LOST TOO SOON
LOVED SO WELL
TOO DEAR FOR DEATH
MY SON FAREWELL

PRIVATE JAMES DAVIDSON

LONDON REGIMENT ROYAL FUSILIERS

2ND JUNE 1918 AGE 19

BURIED: DAINVILLE BRITISH CEMETERY, FRANCE


This is a peculiarly powerful inscription for all that the language is simple and the sentiments conventional. Private James Davidson's mother, Bridget, adapted it from something she may have seen written on other headstones or read in religious tracts. No author is ever mentioned but the whole verse reads:

O lost too soon - O loved too well!
Too dear for death - farewell! farewell!
One soothing solace yet is given,
Thou 'rt lost to earth, to live in heaven!
Fond faith forbids us to deplore,
For thou 'rt not dead, but gone before.

Davidson came from Sunderland. In 1911 his father worked in the coal mines as a shifter, someone who repaired the horse routes - rolley-ways - and other passages in the mines, keeping them free from obstruction. His sixteen-year-old brother was a 'driver', someone who led the horses pulling the coal trucks along the rolley-ways. James, aged 12, was still at school. No doubt a career in the mines lay before him.
Davidson may however have moved away. He served originally with the 29th Battalion London Regiment Royal Fusiliers but was posted to the 1st/4th. He died on 2 June 1918. There is no individual information about his death but the brigade diary reports heavy enemy bombardment of the Fusiliers' line that day.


## Exercise prompt
Your job here is to restate every record exactly, pictures excluded.

# # # #

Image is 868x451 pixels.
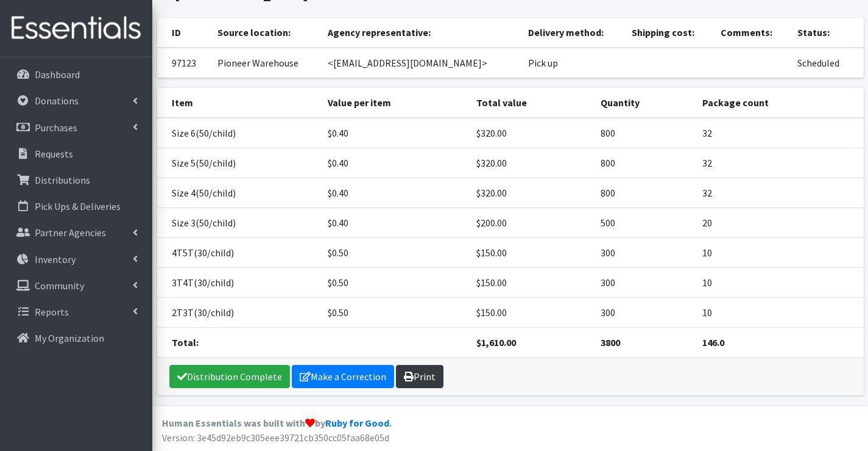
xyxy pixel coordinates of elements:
td: 32 [696,148,863,178]
td: 2T3T(30/child) [157,298,321,328]
a: Pick Ups & Deliveries [5,194,148,219]
td: 300 [593,238,696,268]
td: 300 [593,268,696,298]
td: $0.40 [320,178,469,208]
th: Agency representative: [320,17,521,47]
td: $320.00 [469,148,593,178]
td: <[EMAIL_ADDRESS][DOMAIN_NAME]> [320,47,521,78]
td: 4T5T(30/child) [157,238,321,268]
th: Delivery method: [521,17,625,47]
strong: Human Essentials was built with by . [162,417,392,428]
td: Size 4(50/child) [157,178,321,208]
td: $200.00 [469,208,593,238]
td: Pioneer Warehouse [210,47,320,78]
th: Total value [469,88,593,118]
a: Ruby for Good [326,417,389,428]
p: My Organization [34,331,104,344]
td: Size 5(50/child) [157,148,321,178]
a: Community [5,273,148,298]
td: 3T4T(30/child) [157,268,321,298]
td: 300 [593,298,696,328]
p: Inventory [34,253,75,265]
a: Requests [5,142,148,166]
strong: $1,610.00 [476,336,516,348]
p: Purchases [34,122,77,133]
a: My Organization [5,326,148,350]
td: $320.00 [469,118,593,148]
span: Version: 3e45d92eb9c305eee39721cb350cc05faa68e05d [162,431,389,443]
td: 20 [696,208,863,238]
p: Community [34,279,84,291]
th: Item [157,88,321,118]
strong: Total: [171,336,199,348]
td: $0.50 [320,298,469,328]
td: 800 [593,148,696,178]
td: $320.00 [469,178,593,208]
td: Scheduled [790,47,864,78]
a: Reports [5,299,148,324]
td: 10 [696,268,863,298]
td: $150.00 [469,298,593,328]
td: 800 [593,178,696,208]
td: $0.50 [320,238,469,268]
th: Value per item [320,88,469,118]
a: Distribution Complete [170,365,290,387]
strong: 3800 [600,336,620,348]
td: 32 [696,118,863,148]
td: 10 [696,238,863,268]
p: Distributions [34,173,90,186]
td: Pick up [521,47,625,78]
td: $0.40 [320,148,469,178]
th: ID [157,17,210,47]
a: Partner Agencies [5,221,148,244]
td: $0.40 [320,208,469,238]
img: HumanEssentials [5,8,148,49]
th: Source location: [210,17,320,47]
td: 97123 [157,47,210,78]
td: 32 [696,178,863,208]
a: Print [396,365,444,387]
a: Dashboard [5,63,148,86]
p: Requests [34,148,73,160]
p: Dashboard [34,68,80,81]
th: Package count [696,88,863,118]
td: $0.40 [320,118,469,148]
p: Donations [34,94,79,107]
th: Comments: [714,17,790,47]
a: Make a Correction [292,365,395,387]
td: Size 6(50/child) [157,118,321,148]
td: $150.00 [469,238,593,268]
p: Pick Ups & Deliveries [34,200,121,212]
td: 500 [593,208,696,238]
th: Quantity [593,88,696,118]
p: Reports [34,306,69,318]
a: Inventory [5,247,148,271]
td: $0.50 [320,268,469,298]
a: Distributions [5,168,148,192]
a: Purchases [5,115,148,140]
td: 800 [593,118,696,148]
th: Status: [790,17,864,47]
td: 10 [696,298,863,328]
a: Donations [5,88,148,113]
strong: 146.0 [703,336,725,348]
th: Shipping cost: [625,17,714,47]
td: $150.00 [469,268,593,298]
p: Partner Agencies [34,226,106,239]
td: Size 3(50/child) [157,208,321,238]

# # # #

## Worked solution
Image is 868x451 pixels.
xyxy pixel coordinates of elements:
td: 32 [696,148,863,178]
td: 2T3T(30/child) [157,298,321,328]
a: Pick Ups & Deliveries [5,194,148,219]
td: 300 [593,238,696,268]
td: 300 [593,268,696,298]
td: $0.40 [320,178,469,208]
th: Agency representative: [320,17,521,47]
td: $320.00 [469,148,593,178]
td: <[EMAIL_ADDRESS][DOMAIN_NAME]> [320,47,521,78]
td: 4T5T(30/child) [157,238,321,268]
th: Delivery method: [521,17,625,47]
strong: Human Essentials was built with by . [162,417,392,428]
td: Size 4(50/child) [157,178,321,208]
td: $200.00 [469,208,593,238]
td: Pioneer Warehouse [210,47,320,78]
th: Total value [469,88,593,118]
a: Ruby for Good [326,417,389,428]
p: My Organization [34,331,104,344]
td: Size 5(50/child) [157,148,321,178]
a: Community [5,273,148,298]
td: 3T4T(30/child) [157,268,321,298]
td: 300 [593,298,696,328]
p: Inventory [34,253,75,265]
a: Requests [5,142,148,166]
strong: $1,610.00 [476,336,516,348]
p: Purchases [34,122,77,133]
a: My Organization [5,326,148,350]
td: $320.00 [469,118,593,148]
span: Version: 3e45d92eb9c305eee39721cb350cc05faa68e05d [162,431,389,443]
td: 20 [696,208,863,238]
p: Community [34,279,84,291]
th: Item [157,88,321,118]
strong: Total: [171,336,199,348]
td: $0.50 [320,298,469,328]
td: 800 [593,148,696,178]
td: $320.00 [469,178,593,208]
td: Scheduled [790,47,864,78]
a: Reports [5,299,148,324]
td: 10 [696,268,863,298]
td: $150.00 [469,298,593,328]
td: 800 [593,178,696,208]
td: $0.50 [320,238,469,268]
th: Value per item [320,88,469,118]
a: Distribution Complete [170,365,290,387]
strong: 3800 [600,336,620,348]
td: 32 [696,118,863,148]
td: 10 [696,238,863,268]
p: Distributions [34,173,90,186]
td: Pick up [521,47,625,78]
td: $0.40 [320,148,469,178]
th: ID [157,17,210,47]
a: Partner Agencies [5,221,148,244]
td: $0.40 [320,208,469,238]
img: HumanEssentials [5,8,148,49]
th: Source location: [210,17,320,47]
td: 97123 [157,47,210,78]
td: 32 [696,178,863,208]
a: Print [396,365,444,387]
a: Dashboard [5,63,148,86]
p: Requests [34,148,73,160]
p: Dashboard [34,68,80,81]
th: Package count [696,88,863,118]
td: $0.40 [320,118,469,148]
p: Donations [34,94,79,107]
th: Comments: [714,17,790,47]
a: Make a Correction [292,365,395,387]
td: Size 6(50/child) [157,118,321,148]
td: $150.00 [469,238,593,268]
p: Pick Ups & Deliveries [34,200,121,212]
td: 500 [593,208,696,238]
th: Quantity [593,88,696,118]
p: Reports [34,306,69,318]
a: Inventory [5,247,148,271]
td: $0.50 [320,268,469,298]
a: Distributions [5,168,148,192]
a: Purchases [5,115,148,140]
td: 800 [593,118,696,148]
th: Status: [790,17,864,47]
td: 10 [696,298,863,328]
a: Donations [5,88,148,113]
strong: 146.0 [703,336,725,348]
th: Shipping cost: [625,17,714,47]
td: $150.00 [469,268,593,298]
p: Partner Agencies [34,226,106,239]
td: Size 3(50/child) [157,208,321,238]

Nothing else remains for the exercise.